REQUIRED WORK:
Make an exact copy of the lines below.
────────────────────
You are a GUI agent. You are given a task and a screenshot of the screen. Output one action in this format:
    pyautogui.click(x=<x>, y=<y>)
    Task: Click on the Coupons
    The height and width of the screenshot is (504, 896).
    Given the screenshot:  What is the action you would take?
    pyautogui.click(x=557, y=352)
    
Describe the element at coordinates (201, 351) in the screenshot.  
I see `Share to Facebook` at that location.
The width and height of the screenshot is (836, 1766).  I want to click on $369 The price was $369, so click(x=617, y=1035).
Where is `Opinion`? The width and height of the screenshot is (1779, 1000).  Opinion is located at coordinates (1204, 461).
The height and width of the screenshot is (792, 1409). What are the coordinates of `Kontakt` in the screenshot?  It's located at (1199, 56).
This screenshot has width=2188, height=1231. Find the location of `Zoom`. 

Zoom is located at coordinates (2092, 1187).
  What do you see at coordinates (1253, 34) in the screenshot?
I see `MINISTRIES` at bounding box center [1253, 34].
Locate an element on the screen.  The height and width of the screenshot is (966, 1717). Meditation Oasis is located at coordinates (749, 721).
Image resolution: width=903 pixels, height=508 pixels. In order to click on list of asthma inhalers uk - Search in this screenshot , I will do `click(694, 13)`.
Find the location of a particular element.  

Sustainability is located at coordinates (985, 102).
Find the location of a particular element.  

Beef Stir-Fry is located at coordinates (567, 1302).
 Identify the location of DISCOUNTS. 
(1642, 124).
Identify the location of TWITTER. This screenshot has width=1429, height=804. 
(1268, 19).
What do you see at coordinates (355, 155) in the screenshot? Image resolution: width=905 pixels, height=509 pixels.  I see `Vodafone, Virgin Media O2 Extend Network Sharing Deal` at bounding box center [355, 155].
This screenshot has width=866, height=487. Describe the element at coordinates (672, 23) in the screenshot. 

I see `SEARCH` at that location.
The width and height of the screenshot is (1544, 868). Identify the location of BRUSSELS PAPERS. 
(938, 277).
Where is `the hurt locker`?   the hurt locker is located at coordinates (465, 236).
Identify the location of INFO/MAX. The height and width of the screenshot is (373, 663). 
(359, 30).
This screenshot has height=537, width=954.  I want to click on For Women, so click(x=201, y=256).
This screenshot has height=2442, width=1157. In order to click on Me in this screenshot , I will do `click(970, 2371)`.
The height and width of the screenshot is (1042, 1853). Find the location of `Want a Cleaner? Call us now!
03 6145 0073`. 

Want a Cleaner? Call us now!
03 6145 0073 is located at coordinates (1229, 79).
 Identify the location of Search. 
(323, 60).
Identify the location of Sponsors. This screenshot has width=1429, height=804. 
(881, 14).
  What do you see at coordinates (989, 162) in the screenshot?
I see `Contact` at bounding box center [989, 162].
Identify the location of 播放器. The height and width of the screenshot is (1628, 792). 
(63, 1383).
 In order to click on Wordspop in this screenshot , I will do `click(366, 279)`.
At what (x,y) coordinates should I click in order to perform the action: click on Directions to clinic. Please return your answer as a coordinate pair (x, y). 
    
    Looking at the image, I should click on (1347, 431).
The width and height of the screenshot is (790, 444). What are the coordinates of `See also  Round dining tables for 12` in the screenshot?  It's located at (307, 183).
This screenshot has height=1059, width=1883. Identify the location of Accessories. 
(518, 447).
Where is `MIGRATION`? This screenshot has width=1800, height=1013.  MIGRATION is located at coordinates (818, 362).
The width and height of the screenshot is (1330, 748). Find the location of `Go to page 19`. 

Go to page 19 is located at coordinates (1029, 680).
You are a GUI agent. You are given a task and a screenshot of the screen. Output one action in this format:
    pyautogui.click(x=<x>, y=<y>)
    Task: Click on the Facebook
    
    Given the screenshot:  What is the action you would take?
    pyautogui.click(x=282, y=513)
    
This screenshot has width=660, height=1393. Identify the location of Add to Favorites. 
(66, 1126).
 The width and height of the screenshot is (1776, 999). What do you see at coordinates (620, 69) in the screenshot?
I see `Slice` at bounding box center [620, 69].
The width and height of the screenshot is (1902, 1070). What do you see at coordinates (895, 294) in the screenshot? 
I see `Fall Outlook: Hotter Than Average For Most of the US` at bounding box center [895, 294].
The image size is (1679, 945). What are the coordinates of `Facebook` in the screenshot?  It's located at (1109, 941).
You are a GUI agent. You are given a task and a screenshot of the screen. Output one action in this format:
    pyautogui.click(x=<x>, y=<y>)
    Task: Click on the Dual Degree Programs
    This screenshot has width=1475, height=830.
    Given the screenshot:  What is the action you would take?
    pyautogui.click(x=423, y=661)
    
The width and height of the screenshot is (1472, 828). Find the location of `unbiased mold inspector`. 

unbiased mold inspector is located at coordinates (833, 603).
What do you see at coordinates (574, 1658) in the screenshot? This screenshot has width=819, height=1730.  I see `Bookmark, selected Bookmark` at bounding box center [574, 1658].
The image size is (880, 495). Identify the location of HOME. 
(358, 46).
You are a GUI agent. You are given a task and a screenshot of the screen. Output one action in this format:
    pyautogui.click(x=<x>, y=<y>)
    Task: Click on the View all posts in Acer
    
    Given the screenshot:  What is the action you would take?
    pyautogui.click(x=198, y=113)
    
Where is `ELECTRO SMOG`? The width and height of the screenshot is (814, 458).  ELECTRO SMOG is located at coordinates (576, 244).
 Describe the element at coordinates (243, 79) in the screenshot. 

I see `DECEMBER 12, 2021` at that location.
────────────────────
COMPLETED TASK:
You are a GUI agent. You are given a task and a screenshot of the screen. Output one action in this format:
    pyautogui.click(x=<x>, y=<y>)
    Task: Click on the Coupons
    The height and width of the screenshot is (504, 896).
    Given the screenshot:  What is the action you would take?
    pyautogui.click(x=557, y=352)
    
Describe the element at coordinates (201, 351) in the screenshot.  
I see `Share to Facebook` at that location.
The width and height of the screenshot is (836, 1766).  I want to click on $369 The price was $369, so click(x=617, y=1035).
Where is `Opinion`? The width and height of the screenshot is (1779, 1000).  Opinion is located at coordinates (1204, 461).
The height and width of the screenshot is (792, 1409). What are the coordinates of `Kontakt` in the screenshot?  It's located at (1199, 56).
This screenshot has width=2188, height=1231. Find the location of `Zoom`. 

Zoom is located at coordinates (2092, 1187).
  What do you see at coordinates (1253, 34) in the screenshot?
I see `MINISTRIES` at bounding box center [1253, 34].
Locate an element on the screen.  The height and width of the screenshot is (966, 1717). Meditation Oasis is located at coordinates (749, 721).
Image resolution: width=903 pixels, height=508 pixels. In order to click on list of asthma inhalers uk - Search in this screenshot , I will do `click(694, 13)`.
Find the location of a particular element.  

Sustainability is located at coordinates (985, 102).
Find the location of a particular element.  

Beef Stir-Fry is located at coordinates (567, 1302).
 Identify the location of DISCOUNTS. 
(1642, 124).
Identify the location of TWITTER. This screenshot has width=1429, height=804. 
(1268, 19).
What do you see at coordinates (355, 155) in the screenshot? Image resolution: width=905 pixels, height=509 pixels.  I see `Vodafone, Virgin Media O2 Extend Network Sharing Deal` at bounding box center [355, 155].
This screenshot has width=866, height=487. Describe the element at coordinates (672, 23) in the screenshot. 

I see `SEARCH` at that location.
The width and height of the screenshot is (1544, 868). Identify the location of BRUSSELS PAPERS. 
(938, 277).
Where is `the hurt locker`?   the hurt locker is located at coordinates (465, 236).
Identify the location of INFO/MAX. The height and width of the screenshot is (373, 663). 
(359, 30).
This screenshot has height=537, width=954.  I want to click on For Women, so click(x=201, y=256).
This screenshot has height=2442, width=1157. In order to click on Me in this screenshot , I will do `click(970, 2371)`.
The height and width of the screenshot is (1042, 1853). Find the location of `Want a Cleaner? Call us now!
03 6145 0073`. 

Want a Cleaner? Call us now!
03 6145 0073 is located at coordinates (1229, 79).
 Identify the location of Search. 
(323, 60).
Identify the location of Sponsors. This screenshot has width=1429, height=804. 
(881, 14).
  What do you see at coordinates (989, 162) in the screenshot?
I see `Contact` at bounding box center [989, 162].
Identify the location of 播放器. The height and width of the screenshot is (1628, 792). 
(63, 1383).
 In order to click on Wordspop in this screenshot , I will do `click(366, 279)`.
At what (x,y) coordinates should I click in order to perform the action: click on Directions to clinic. Please return your answer as a coordinate pair (x, y). 
    
    Looking at the image, I should click on (1347, 431).
The width and height of the screenshot is (790, 444). What are the coordinates of `See also  Round dining tables for 12` in the screenshot?  It's located at (307, 183).
This screenshot has height=1059, width=1883. Identify the location of Accessories. 
(518, 447).
Where is `MIGRATION`? This screenshot has width=1800, height=1013.  MIGRATION is located at coordinates (818, 362).
The width and height of the screenshot is (1330, 748). Find the location of `Go to page 19`. 

Go to page 19 is located at coordinates (1029, 680).
You are a GUI agent. You are given a task and a screenshot of the screen. Output one action in this format:
    pyautogui.click(x=<x>, y=<y>)
    Task: Click on the Facebook
    
    Given the screenshot:  What is the action you would take?
    pyautogui.click(x=282, y=513)
    
This screenshot has width=660, height=1393. Identify the location of Add to Favorites. 
(66, 1126).
 The width and height of the screenshot is (1776, 999). What do you see at coordinates (620, 69) in the screenshot?
I see `Slice` at bounding box center [620, 69].
The width and height of the screenshot is (1902, 1070). What do you see at coordinates (895, 294) in the screenshot? 
I see `Fall Outlook: Hotter Than Average For Most of the US` at bounding box center [895, 294].
The image size is (1679, 945). What are the coordinates of `Facebook` in the screenshot?  It's located at (1109, 941).
You are a GUI agent. You are given a task and a screenshot of the screen. Output one action in this format:
    pyautogui.click(x=<x>, y=<y>)
    Task: Click on the Dual Degree Programs
    This screenshot has width=1475, height=830.
    Given the screenshot:  What is the action you would take?
    pyautogui.click(x=423, y=661)
    
The width and height of the screenshot is (1472, 828). Find the location of `unbiased mold inspector`. 

unbiased mold inspector is located at coordinates (833, 603).
What do you see at coordinates (574, 1658) in the screenshot? This screenshot has width=819, height=1730.  I see `Bookmark, selected Bookmark` at bounding box center [574, 1658].
The image size is (880, 495). Identify the location of HOME. 
(358, 46).
You are a GUI agent. You are given a task and a screenshot of the screen. Output one action in this format:
    pyautogui.click(x=<x>, y=<y>)
    Task: Click on the View all posts in Acer
    
    Given the screenshot:  What is the action you would take?
    pyautogui.click(x=198, y=113)
    
Where is `ELECTRO SMOG`? The width and height of the screenshot is (814, 458).  ELECTRO SMOG is located at coordinates (576, 244).
 Describe the element at coordinates (243, 79) in the screenshot. 

I see `DECEMBER 12, 2021` at that location.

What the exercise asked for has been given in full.